When Katrina’s fury bore down on the Gulf Coast, the old people were the least able to run. Some could barely walk.
Some were left in despair at a rural Mississippi school. Others drowned in a Louisiana nursing home. The lucky ones got out. And now, wrenched from their familiar routines, they may have a harder time coping with the aftermath than younger victims, experts say.
Consider what happened late last week at an underpass in Metairie, La., when a man tried to get his 78-year-old father, who’s blind, and his 75-year-old mother, who’s crippled by arthritis, onto a bus.
“I couldn’t get them on because the young people, the healthy people, were pushing and fighting to get on the bus. I couldn’t put them in that situation,” said the man, Bruce Barnes of New Orleans.

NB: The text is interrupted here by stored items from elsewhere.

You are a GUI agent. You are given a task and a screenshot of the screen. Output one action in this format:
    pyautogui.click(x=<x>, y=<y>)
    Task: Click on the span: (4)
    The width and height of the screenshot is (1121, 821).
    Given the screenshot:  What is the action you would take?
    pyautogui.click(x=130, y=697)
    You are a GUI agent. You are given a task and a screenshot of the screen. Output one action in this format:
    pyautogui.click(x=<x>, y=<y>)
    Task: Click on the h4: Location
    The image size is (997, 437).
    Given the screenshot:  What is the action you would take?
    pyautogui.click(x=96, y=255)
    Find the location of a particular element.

That happened time and again as buses appeared, filled up, and left. Even when a bus was set aside for the elderly and disabled, the workers wouldn’t let both Barnes and his 62-year-old aunt accompany the parents. Rather than leave the elderly couple alone on the bus or the aunt behind, all four waited some more.
Finally a doctor got them onto a helicopter to the airport, where they boarded a plane for Austin, Texas.

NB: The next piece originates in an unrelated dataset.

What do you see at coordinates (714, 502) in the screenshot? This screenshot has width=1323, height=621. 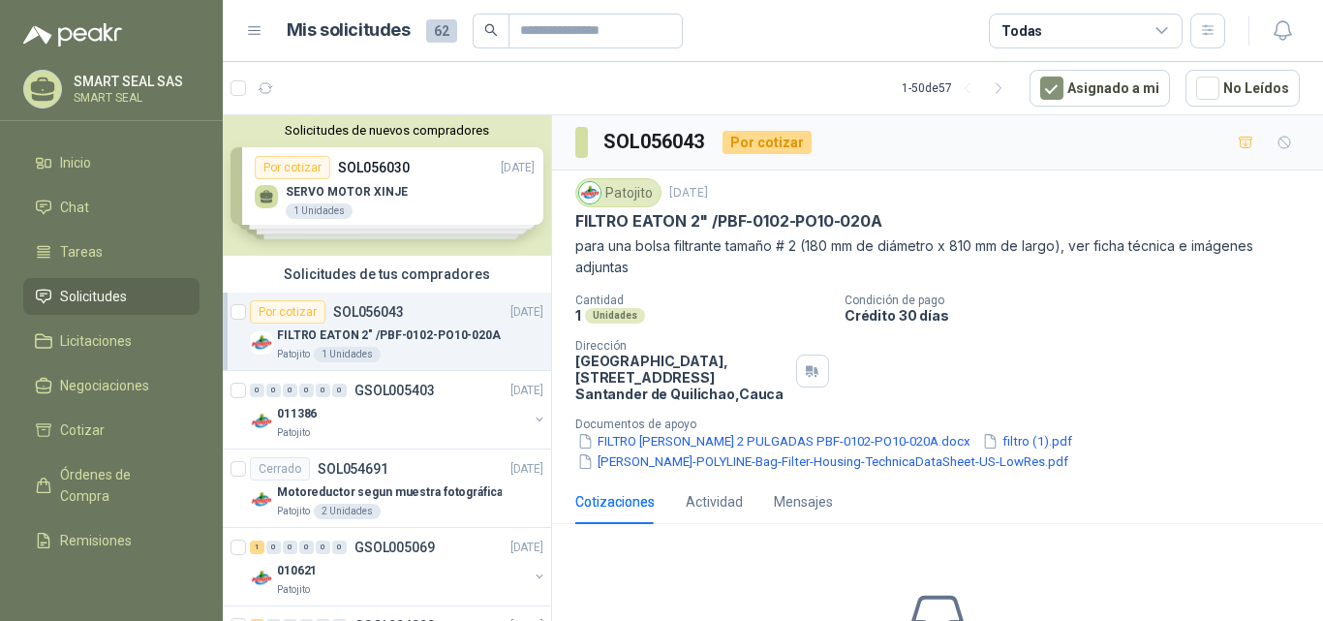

And consider Bay High School in Bay St. Louis, Miss. It was an unofficial shelter turned cesspool, the sight of which Gary Turner, Trudy Roberts and Felix Ruiz said should be considered a crime.
The three strangers became a rescue team of sorts when they fled to the high school themselves and found people in their 70s, 80s and 90s wallowing in their own waste on the auditorium floors. They had been brought to the school and abandoned, most unable to move without help.

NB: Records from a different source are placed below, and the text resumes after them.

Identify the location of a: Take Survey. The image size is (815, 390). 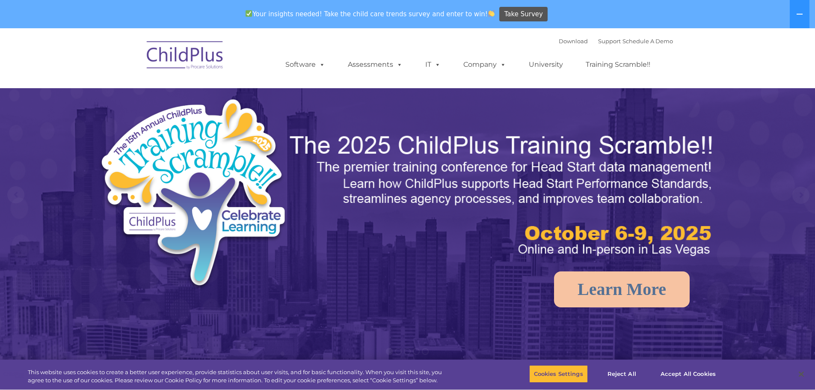
(523, 14).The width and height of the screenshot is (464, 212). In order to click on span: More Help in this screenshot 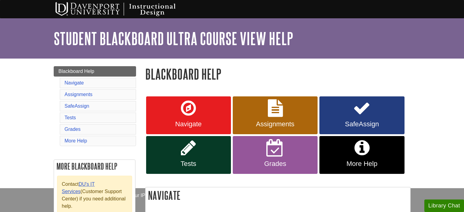, I will do `click(362, 164)`. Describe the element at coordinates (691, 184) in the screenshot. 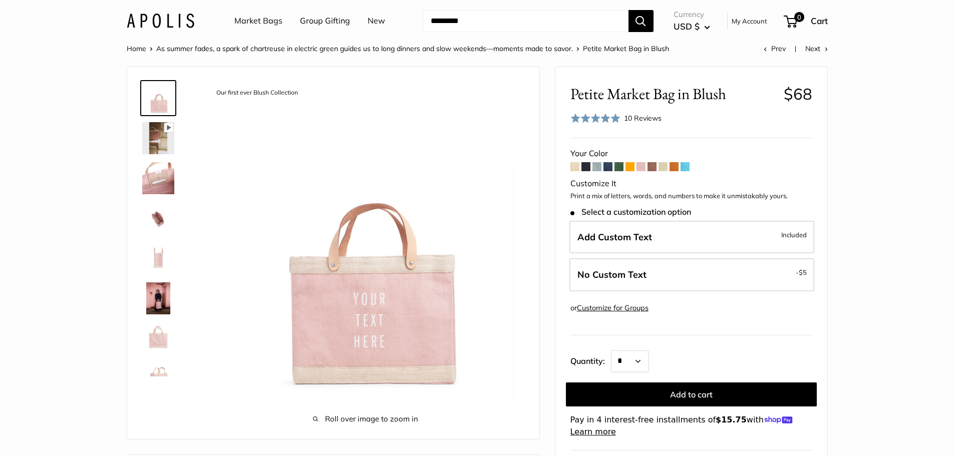

I see `div: Customize It` at that location.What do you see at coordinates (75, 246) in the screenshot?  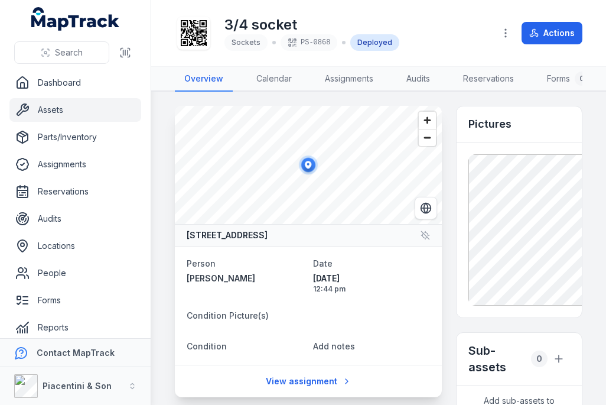 I see `a: Locations` at bounding box center [75, 246].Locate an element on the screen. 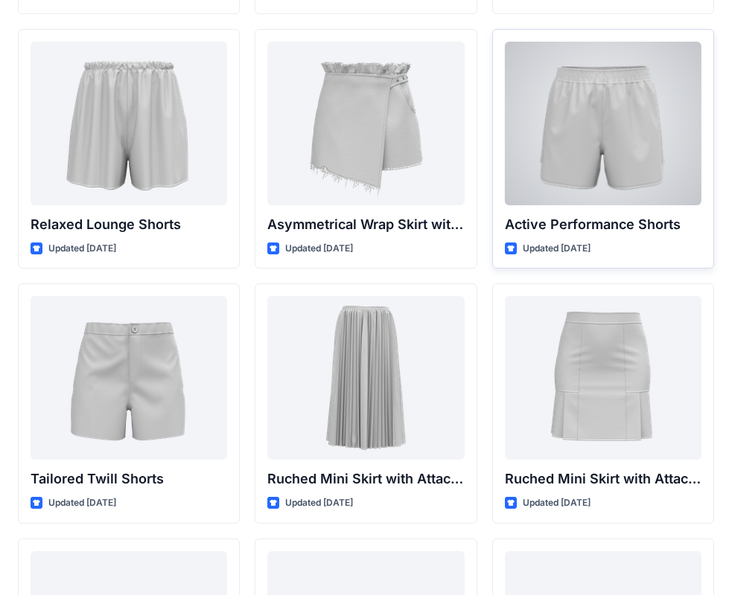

“Rats wouldn’t even go in there,” said Turner, of Bay St. Louis.
A 90-year-old woman named Mildred told Turner she wanted to die, but he wouldn’t let her. He helped her to a potty chair someone carried in, then slowly moved her outside.
“Someone just dumped them there,” he said angrily. “Most of them needed to be in the hospital.”
At night, as the older people tried to sleep, they became prey.
The younger, the stronger and the ruthless came two nights in a row, stealing their money and medications.
“People have no respect for the elderly,” Turner said. “They need to get a better plan. You can’t put people in here who are on oxygen, who can’t walk, who can’t take care of themselves.” Ruiz says he went to a nearby hospital for help but found none.
Then he went to the National Guard. On Friday night, someone took them to what he hopes was a cleaner, safer place.
The story was even grimmer just outside New Orleans. Thirty people died at a flooded nursing home in Chalmette.
Even after older people make it to safety their troubles may not be over.
Experts say they may have a harder time than younger people in dealing with being uprooted – in part because they’re often being wrenched from the comforting routine of neighborhoods they’ve lived in for decades and maybe hadn’t left for years. Older evacuees do have one thing in their favor, experts say. A lifetime of living may have made them tougher.
“I was in (Hurricane) Betsy, I was in Camille … and I’m still here now,” Josephine Bingham, 68, said on a bus taking her from New Orleans to Dallas.